The cruelty in his voice was surgical in its precision. This wasn't the passionate anger of a wounded lover—this was something colder, more calculated. This was a man who had spent five years nurturing his hurt until it had metastasized into something monstrous.

"I came back," I said desperately. "I came back as soon as I could. Doesn't that mean anything?"

"It means you heard about my success." He pushed off from the desk, approaching me again with that same predatory grace. "Tell me, Aurelia, when exactly did you decide I was worth your time again? When the first article about Wolfe Industries hit the financial pages? When you saw my net worth in Forbes?"

"I don't care about your money!" The words exploded out of me, raw and desperate. "I never cared about money. I cared about you.
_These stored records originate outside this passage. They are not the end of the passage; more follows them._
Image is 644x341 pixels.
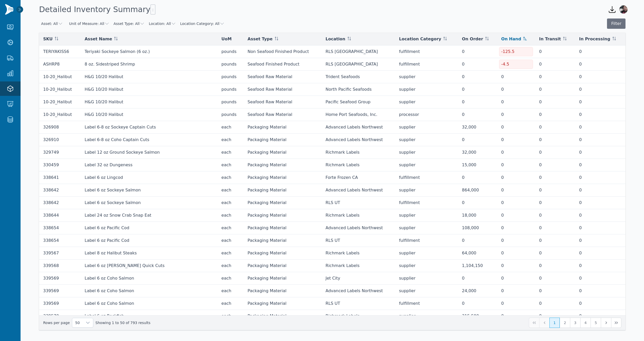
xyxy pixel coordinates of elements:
[395,158,458,171] td: supplier
[322,297,395,309] td: RLS UT
[540,275,571,281] div: 0
[244,221,321,234] td: Packaging Material
[80,196,218,209] td: Label 6 oz Sockeye Salmon
[39,58,80,70] td: ASHRP8
[540,149,571,155] div: 0
[244,158,321,171] td: Packaging Material
[248,36,273,42] span: Asset Type
[540,175,571,180] div: 0
[462,48,494,55] div: 0
[218,297,244,309] td: each
[540,137,571,143] div: 0
[579,124,621,130] div: 0
[579,36,610,42] span: In Processing
[80,133,218,146] td: Label 6-8 oz Coho Captain Cuts
[80,58,218,70] td: 8 oz. Sidestriped Shrimp
[462,175,494,180] div: 0
[80,121,218,133] td: Label 6-8 oz Sockeye Captain Cuts
[395,284,458,297] td: supplier
[502,212,532,218] div: 0
[80,108,218,121] td: H&G 10/20 Halibut
[39,121,80,133] td: 326908
[322,70,395,83] td: Trident Seafoods
[80,96,218,108] td: H&G 10/20 Halibut
[579,137,621,143] div: 0
[502,225,532,231] div: 0
[218,96,244,108] td: pounds
[612,318,621,328] button: Last Page
[218,234,244,246] td: each
[244,96,321,108] td: Seafood Raw Material
[540,124,571,130] div: 0
[540,212,571,218] div: 0
[540,288,571,294] div: 0
[499,60,533,69] div: -4.5
[244,234,321,246] td: Packaging Material
[322,284,395,297] td: Advanced Labels Northwest
[502,313,532,319] div: 0
[39,45,80,58] td: TERIYAKISS6
[322,209,395,221] td: Richmark Labels
[95,320,150,325] span: Showing 1 to 50 of 793 results
[149,21,176,26] button: Location: All
[39,96,80,108] td: 10-20_Halibut
[502,137,532,143] div: 0
[462,149,494,155] div: 32,000
[462,162,494,168] div: 15,000
[579,313,621,319] div: 0
[462,275,494,281] div: 0
[322,146,395,158] td: Richmark Labels
[180,21,225,26] button: Location Category: All
[502,74,532,80] div: 0
[591,318,601,328] button: Page 5
[222,36,232,42] span: UoM
[540,74,571,80] div: 0
[395,146,458,158] td: supplier
[395,246,458,259] td: supplier
[579,275,621,281] div: 0
[540,36,561,42] span: In Transit
[579,61,621,67] div: 0
[502,301,532,306] div: 0
[85,36,112,42] span: Asset Name
[39,246,80,259] td: 339567
[43,36,53,42] span: SKU
[395,70,458,83] td: supplier
[608,19,626,29] button: Filter
[244,121,321,133] td: Packaging Material
[540,301,571,306] div: 0
[395,221,458,234] td: supplier
[579,86,621,92] div: 0
[322,246,395,259] td: Richmark Labels
[502,263,532,268] div: 0
[322,272,395,284] td: Jet City
[322,121,395,133] td: Advanced Labels Northwest
[39,146,80,158] td: 329749
[549,318,560,328] button: Page 1
[502,36,521,42] span: On Hand
[579,149,621,155] div: 0
[462,99,494,105] div: 0
[579,288,621,294] div: 0
[579,225,621,231] div: 0
[322,45,395,58] td: RLS [GEOGRAPHIC_DATA]
[462,112,494,118] div: 0
[601,318,612,328] button: Next Page
[540,99,571,105] div: 0
[395,133,458,146] td: supplier
[502,162,532,168] div: 0
[244,70,321,83] td: Seafood Raw Material
[499,47,533,57] div: -125.5
[39,284,80,297] td: 339569
[322,171,395,184] td: Forte Frozen CA
[540,250,571,256] div: 0
[322,133,395,146] td: Advanced Labels Northwest
[80,209,218,221] td: Label 24 oz Snow Crab Snap Eat
[570,318,581,328] button: Page 3
[395,58,458,70] td: fulfillment
[620,6,628,14] img: Gareth Morales
[462,36,483,42] span: On Order
[218,246,244,259] td: each
[395,108,458,121] td: processor
[502,124,532,130] div: 0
I came back for you."

For a moment, something flickered across his face—surprise, maybe, or the ghost of the boy I'd once known. But it was gone so quickly I might have imagined it.

"How touching." His smile was sharp as a blade, beautiful and terrible. "In that case, you won't mind staying."

My heart leaped. "Staying?"

"Oh yes." He moved closer, close enough that I could smell his cologne—expensive, unfamiliar, nothing like the cheap aftershave he used to wear. "Since you came all this way to be with me, since money means nothing to you, you can take your place among my other... acquisitions."

The word hit me like ice water. "Acquisitions?"

"My women." He said it so casually, like he was discussing stock options. "Beautiful things I keep around for my entertainment. You'll live in my penthouse, attend my events, look pretty on my arm when I require it. In return, you'll have everything money can buy—clothes, jewelry, a lifestyle most women would kill for."

My mind reeled. "You want me to be your... your mistress?"

"One of them." His smile widened, and I saw something predatory gleaming in his eyes. "Unless, of course, you've suddenly developed standards. In which case, there's the door."

I stared at him, this stranger who wore my lover's face, and felt something die inside my chest. This was what my sacrifice had created—this cold, cruel man who spoke of women like objects to be collected.

But underneath the shock and hurt, guilt gnawed at me like acid. I had done this to him. My choices, my cowardice, my inability to trust him with the truth—I had broken something beautiful and left him to rebuild himself from the pieces. If this was who he'd become, wasn't I responsible?

Didn't I owe him this?

"I'll stay," I whispered.

His smile was triumphant and terrible. "Excellent. Julian will show you to your room and explain the... expectations. Welcome home, Aurelia."

The way he said my name made it sound like a curse.